I want to use the multiprocessing.Manager() object so I can asynchronously send information from a worker to the manager to send information to a server. What I have is roughly 10 instances writing PDFs to disk. I then wanted to use the manager object in the multiprocessing package to send that data to my S3 bucket because I do not want to hold up the local content generation.
So I was wondering if I create a custom manager object, is this the proper way to do this? Will each process submitted to the manager object get queued? or if I call multiple uploads, will the manager drop some of the calls?
Below is a sample code of what I am thinking of doing:
from multiprocessing.managers import BaseManager
class UploadClass(object):
def upload(self, filePath, params, destUrl):
# do stuff
return results
class MyManager(BaseManager):
pass
MyManager.register('uploads', UploadClass)

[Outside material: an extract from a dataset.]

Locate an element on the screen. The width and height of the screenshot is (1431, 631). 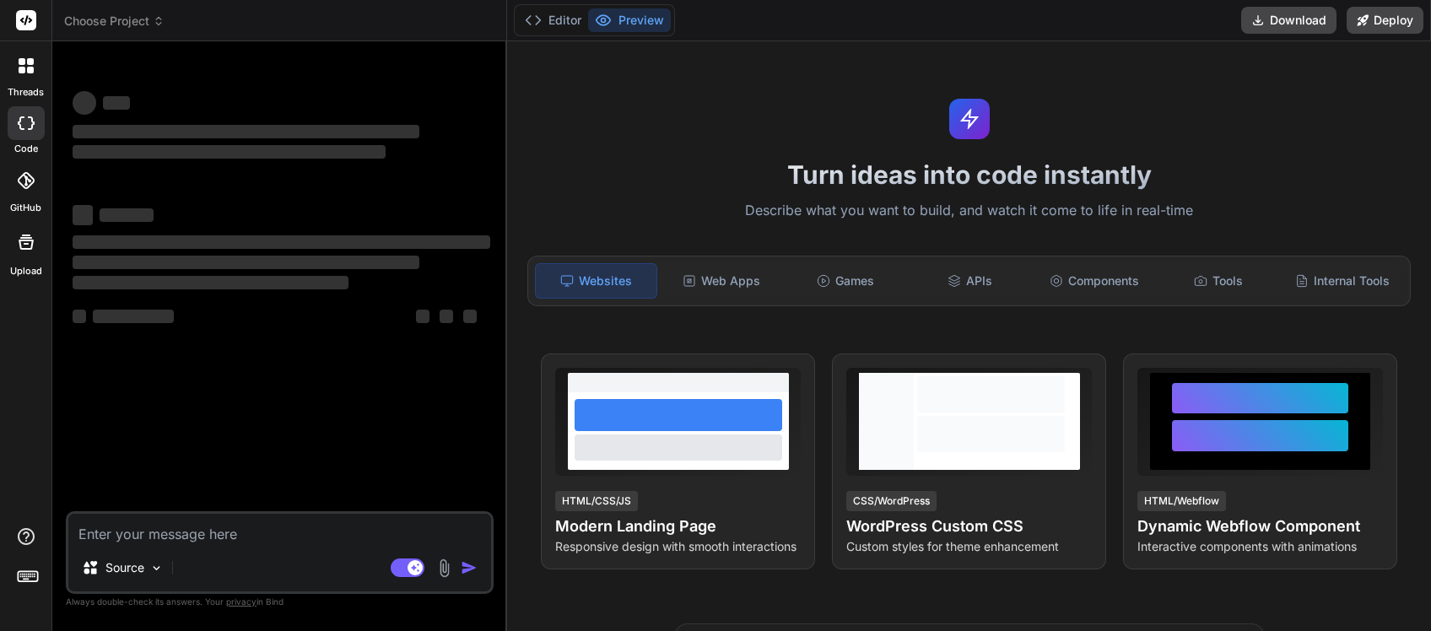
div: Internal Tools is located at coordinates (1342, 281).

if __name__ == '__main__':
manager = MyManager()
manager.start()
upload = manager.uploads()
# do this wait for completion or do they perform this async
print upload.upload(r"< path >", {...}, "some url")

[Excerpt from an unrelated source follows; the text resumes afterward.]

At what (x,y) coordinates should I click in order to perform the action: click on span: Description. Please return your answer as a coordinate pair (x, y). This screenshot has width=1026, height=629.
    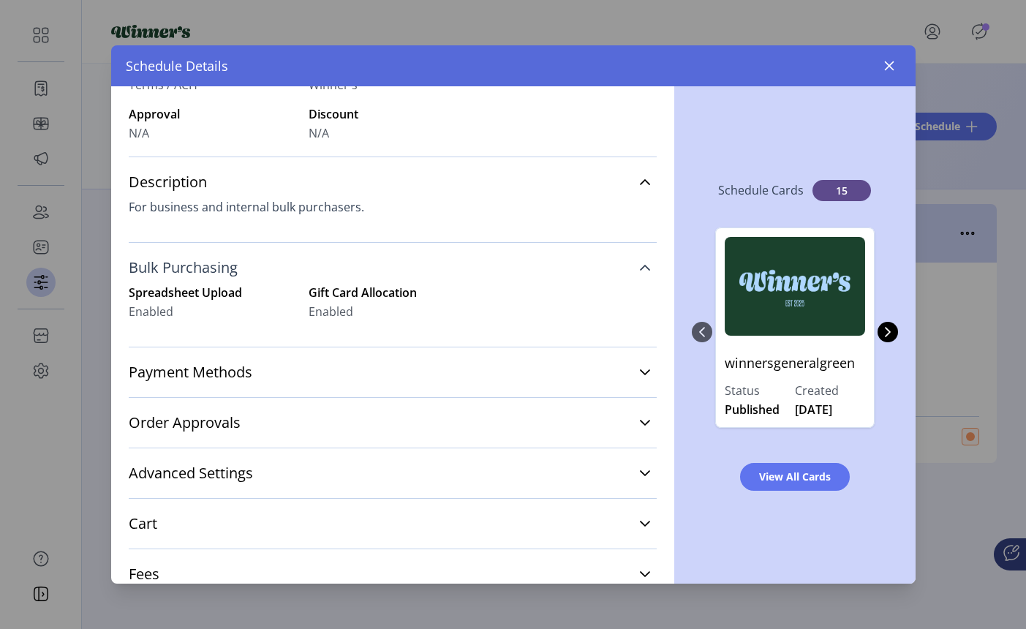
    Looking at the image, I should click on (167, 182).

print upload.upload(r"< path >", {...}, "some url")
To directly answer some of your questions:
Will each process submitted to the manager object get queued?
The Manager
server spawns a new thread to handle each incoming request, so all your requests will starting being handled instantly. You can see this inside of multiprocessing/managers.py
:
def serve_forever(self):
'''
Run the server forever
'''
current_process()._manager_server = self
try:
try:
while 1:
try:
c = self.listener.accept()
except (OSError, IOError):
continue
t = threading.Thread(target=self.handle_request, args=(c,))
t.daemon = True
t.start()
except (KeyboardInterrupt, SystemExit):
pass
finally:
self.stop = 999
self.listener.close()
if I call multiple uploads, will the manager drop some of the calls?
No, none of the calls will be dropped.
# do this wait for completion or do they perform this async print upload.upload(r"< path >", {...}, "some url") print upload.upload(r"< path >", {...}, "some url")
Both of the calls to upload.upload
will be synchronous; they won't return until UploadClass.upload
has completed. However, if you were to have multiple scripts/threads/processes calling upload.upload
concurrently, each unique call would be happening concurrently inside its own thread in the Manager
server process.
And your most most important question:
is this the proper way to do this?
I would say no, if I understand the question properly. If you just have one script, and then spawn ten multiprocessing.Process
instances inside that one script to write out the PDFs, then you should just use another multiprocessing.Process
to handle the uploads:
def upload(self, q):
for payload in iter(q.get, None): # Keep getting from the queue until a None is found
filePath, params, destUrl = payload
# do stuff
def write_pdf(pdf_file_info, q):
# write a pdf to disk here
q.put((filepath, params, destUrl)) # Send work to the uploader
# Move on with whatever comes next.
if __name__ == '__main__':
pdf_queue = multiprocessing.Queue()
# Start uploader
upload_proc = multiprocessing.Process(upload, args=(pdf_queue,))
upload_proc.start()
# Start pdf writers
procs = []
for pdf in pdfs_to_write:
p = multiprocessing.Process(write_pdf, args=(pdf, pdf_queue))
p.start()
p.append(procs)
# Wait for pdf writers and uploader to finish.
for p in procs:
p.join()
pdf_queue.put(None) # Sending None breaks the for loop inside upload
upload_proc.join()
If you're actually ok with concurrent uploads, then there's no need to have a separate upload
process at all - just upload from the pdf writing processes directly.
It's hard to tell from your question if this is exactly what you're doing, though. Once you clarify, I'll adjust this last piece to fit your specific use-case.